Twice while Sally spoke to him something seemed to shake Merlin like a branch shaken by a sudden gust. Both times Sally paused; the feeling that the chamber was throbbing wavered, increased, then steadied back. Both times Geoffrey knew that Merlin had fought away the delirium which had engulfed him for the last five years. Sally’s voice became pleading. She wasn’t whispering now, but almost shouting. “Indignum est,” she said several times, “indignum nominis tui.” Her face became runneled with tears, as she tried to ram her message through six years of poisoned stupor — she was thinking of the dancing bear. In the end she was gasping between each syllable and her voice was cracked with pain. Merlin stared at her like an entomologist considering an insect, and at last sighed. Sally stopped shouting.
He turned to Geoffrey.
“Da,” he said.
Geoffrey handed him an oatcake and the honey pot. He broke off a fragment, dipped it in the honey and began to eat. While he ate he talked. Sometimes Sally answered. The word “natura” came up again and again. Next time he wanted food he just held out his hand to Geoffrey for an oatcake while he went on talking to Sally. His palm was covered with fine black hairs.
His voice changed, as though he were not asking any more, but telling. Sally just nodded. Then he handed the empty honey pot to Geoffrey, drank a few sips from the jug and settled back on to the implacable stone.
“Difficile erit,” he said, “sed perdurabo, Deo vo-lente. Abite vos. Gratias ago.”
The green light dimmed. Geoffrey picked up the tray. They left.
As Geoffrey began to wind down the stone he said, “Tell me what all that was about.”

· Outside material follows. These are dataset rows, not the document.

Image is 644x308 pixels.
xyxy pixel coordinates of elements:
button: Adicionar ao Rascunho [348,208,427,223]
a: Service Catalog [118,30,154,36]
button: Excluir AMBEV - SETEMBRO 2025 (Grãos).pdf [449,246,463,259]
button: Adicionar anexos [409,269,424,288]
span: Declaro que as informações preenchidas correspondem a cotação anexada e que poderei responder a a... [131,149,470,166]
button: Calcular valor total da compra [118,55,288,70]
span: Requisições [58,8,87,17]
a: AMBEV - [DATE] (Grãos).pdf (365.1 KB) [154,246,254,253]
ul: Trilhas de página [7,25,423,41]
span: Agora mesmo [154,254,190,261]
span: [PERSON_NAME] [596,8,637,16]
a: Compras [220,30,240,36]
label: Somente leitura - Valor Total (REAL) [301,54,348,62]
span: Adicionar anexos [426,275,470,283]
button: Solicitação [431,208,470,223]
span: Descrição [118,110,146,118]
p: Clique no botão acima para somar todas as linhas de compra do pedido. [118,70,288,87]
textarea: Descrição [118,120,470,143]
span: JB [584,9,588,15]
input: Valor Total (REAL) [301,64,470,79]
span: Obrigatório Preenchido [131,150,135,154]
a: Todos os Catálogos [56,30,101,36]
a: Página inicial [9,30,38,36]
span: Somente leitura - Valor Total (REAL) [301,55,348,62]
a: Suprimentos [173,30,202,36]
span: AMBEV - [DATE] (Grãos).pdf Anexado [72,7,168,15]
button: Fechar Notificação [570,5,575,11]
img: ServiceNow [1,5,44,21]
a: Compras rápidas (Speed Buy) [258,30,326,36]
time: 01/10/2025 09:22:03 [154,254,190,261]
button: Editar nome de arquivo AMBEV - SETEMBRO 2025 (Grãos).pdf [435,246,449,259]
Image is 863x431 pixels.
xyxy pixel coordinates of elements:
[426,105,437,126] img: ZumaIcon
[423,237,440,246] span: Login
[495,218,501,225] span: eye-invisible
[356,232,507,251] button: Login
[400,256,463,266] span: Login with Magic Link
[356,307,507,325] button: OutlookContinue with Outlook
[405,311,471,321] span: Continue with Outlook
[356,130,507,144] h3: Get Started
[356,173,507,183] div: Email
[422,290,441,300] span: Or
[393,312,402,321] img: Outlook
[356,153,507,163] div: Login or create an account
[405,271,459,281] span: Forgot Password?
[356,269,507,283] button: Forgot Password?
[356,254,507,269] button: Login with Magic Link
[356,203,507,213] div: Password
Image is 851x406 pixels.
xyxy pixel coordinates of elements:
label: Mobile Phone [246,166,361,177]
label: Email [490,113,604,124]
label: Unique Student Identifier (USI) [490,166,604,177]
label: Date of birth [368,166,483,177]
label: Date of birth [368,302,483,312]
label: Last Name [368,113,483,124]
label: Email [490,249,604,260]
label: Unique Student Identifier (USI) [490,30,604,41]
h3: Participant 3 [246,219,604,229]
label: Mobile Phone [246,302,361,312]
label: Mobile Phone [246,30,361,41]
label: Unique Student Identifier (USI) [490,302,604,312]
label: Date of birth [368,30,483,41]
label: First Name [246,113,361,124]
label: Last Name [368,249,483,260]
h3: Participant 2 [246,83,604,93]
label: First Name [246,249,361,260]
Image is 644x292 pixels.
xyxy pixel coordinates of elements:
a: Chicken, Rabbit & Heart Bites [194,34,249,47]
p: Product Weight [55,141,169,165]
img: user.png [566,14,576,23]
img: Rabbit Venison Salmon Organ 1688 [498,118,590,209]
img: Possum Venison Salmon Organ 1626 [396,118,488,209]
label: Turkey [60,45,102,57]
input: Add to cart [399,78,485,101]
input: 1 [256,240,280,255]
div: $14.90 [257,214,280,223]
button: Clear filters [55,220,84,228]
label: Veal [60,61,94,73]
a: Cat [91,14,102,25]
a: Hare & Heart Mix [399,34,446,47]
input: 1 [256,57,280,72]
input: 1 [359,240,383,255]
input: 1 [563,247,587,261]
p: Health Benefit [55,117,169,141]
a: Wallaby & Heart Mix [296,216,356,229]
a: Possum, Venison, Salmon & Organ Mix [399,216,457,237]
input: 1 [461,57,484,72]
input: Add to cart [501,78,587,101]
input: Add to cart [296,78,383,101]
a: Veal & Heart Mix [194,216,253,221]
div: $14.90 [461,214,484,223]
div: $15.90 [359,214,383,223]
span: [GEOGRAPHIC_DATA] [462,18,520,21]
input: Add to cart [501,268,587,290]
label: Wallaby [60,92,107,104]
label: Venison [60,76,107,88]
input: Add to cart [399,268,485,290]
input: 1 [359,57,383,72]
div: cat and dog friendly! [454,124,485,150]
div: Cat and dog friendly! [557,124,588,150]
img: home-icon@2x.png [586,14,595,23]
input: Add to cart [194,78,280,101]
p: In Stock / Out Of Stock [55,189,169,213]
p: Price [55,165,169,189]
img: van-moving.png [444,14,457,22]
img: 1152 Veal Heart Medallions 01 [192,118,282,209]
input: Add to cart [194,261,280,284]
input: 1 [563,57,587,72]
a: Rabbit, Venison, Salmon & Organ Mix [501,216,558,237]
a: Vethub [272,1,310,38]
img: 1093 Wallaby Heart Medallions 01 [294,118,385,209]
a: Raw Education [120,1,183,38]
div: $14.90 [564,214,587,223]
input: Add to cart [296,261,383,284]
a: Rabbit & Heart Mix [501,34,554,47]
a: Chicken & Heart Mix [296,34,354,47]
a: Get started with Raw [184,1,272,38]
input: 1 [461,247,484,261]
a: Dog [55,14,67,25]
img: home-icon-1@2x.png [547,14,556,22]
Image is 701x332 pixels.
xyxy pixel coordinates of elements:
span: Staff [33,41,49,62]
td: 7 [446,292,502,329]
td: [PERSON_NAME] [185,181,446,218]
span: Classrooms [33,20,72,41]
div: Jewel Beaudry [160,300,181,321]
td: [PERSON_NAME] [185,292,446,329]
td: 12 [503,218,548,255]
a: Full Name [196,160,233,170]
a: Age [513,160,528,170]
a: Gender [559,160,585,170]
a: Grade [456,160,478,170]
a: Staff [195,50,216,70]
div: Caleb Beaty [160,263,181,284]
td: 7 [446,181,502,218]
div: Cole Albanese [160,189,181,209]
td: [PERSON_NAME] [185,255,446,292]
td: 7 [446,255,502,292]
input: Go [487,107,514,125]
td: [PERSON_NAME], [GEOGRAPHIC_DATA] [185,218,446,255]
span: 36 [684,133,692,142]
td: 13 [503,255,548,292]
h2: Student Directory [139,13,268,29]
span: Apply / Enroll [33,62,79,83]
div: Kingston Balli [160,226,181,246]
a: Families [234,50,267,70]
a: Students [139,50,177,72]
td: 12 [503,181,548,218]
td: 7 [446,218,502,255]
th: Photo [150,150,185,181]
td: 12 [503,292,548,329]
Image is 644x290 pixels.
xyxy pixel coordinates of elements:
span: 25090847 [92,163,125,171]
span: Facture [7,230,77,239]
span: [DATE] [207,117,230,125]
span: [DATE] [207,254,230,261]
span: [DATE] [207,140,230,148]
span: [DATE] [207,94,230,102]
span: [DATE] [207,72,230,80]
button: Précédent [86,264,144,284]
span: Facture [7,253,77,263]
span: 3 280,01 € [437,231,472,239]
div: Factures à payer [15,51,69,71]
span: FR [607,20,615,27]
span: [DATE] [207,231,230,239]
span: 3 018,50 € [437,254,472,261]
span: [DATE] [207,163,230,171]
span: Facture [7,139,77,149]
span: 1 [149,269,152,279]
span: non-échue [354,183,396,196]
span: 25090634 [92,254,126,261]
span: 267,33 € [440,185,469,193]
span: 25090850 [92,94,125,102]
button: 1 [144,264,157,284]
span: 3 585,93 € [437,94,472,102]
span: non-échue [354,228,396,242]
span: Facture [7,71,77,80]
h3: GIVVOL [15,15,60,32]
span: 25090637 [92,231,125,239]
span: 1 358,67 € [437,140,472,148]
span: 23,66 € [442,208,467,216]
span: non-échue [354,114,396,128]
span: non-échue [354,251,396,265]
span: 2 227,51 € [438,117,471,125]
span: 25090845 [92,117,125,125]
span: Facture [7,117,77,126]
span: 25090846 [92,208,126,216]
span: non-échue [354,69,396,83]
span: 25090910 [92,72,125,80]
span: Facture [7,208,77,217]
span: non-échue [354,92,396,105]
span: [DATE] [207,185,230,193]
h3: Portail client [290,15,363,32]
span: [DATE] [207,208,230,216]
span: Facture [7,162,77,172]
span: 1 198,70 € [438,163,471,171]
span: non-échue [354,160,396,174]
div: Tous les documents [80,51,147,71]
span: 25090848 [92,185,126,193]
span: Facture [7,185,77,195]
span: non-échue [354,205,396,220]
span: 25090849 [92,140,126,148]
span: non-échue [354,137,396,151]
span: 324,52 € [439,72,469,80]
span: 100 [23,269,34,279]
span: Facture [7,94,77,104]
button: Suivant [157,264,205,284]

“I didn’t really understand everything,” said Sally. “I told him what had happened, and then I said that what he was doing now was — there isn’t a proper word for ‘indignum’ — unworthy, dishonorable, something like that. Then he told me a lot about ‘natura,’ which means nature — but it isn’t anything to do with wild birds and hedges. It’s all about what we really are, and what is proper for us. I remember he said machines were just toys for clever apes, and not proper for man — they prevent him from finding his own nature. But anyway the stuff Mr. Furbelow gave him was very bad for his nature, and now he’s going to try and change it so that he can overcome it. He said it would be difficult. He said that all sorts of things might happen out here, because once you start interfering with the strong bits of nature the things round them get disturbed. It's like the whirlpools round an oar, he said. Then he said it would be difficult again, but that he would manage with God’s will, and then he said thank you. You know, he didn’t seem at all worried about what he’d done to the other people in England — it was just unlucky for some of them, but they didn’t matter much.”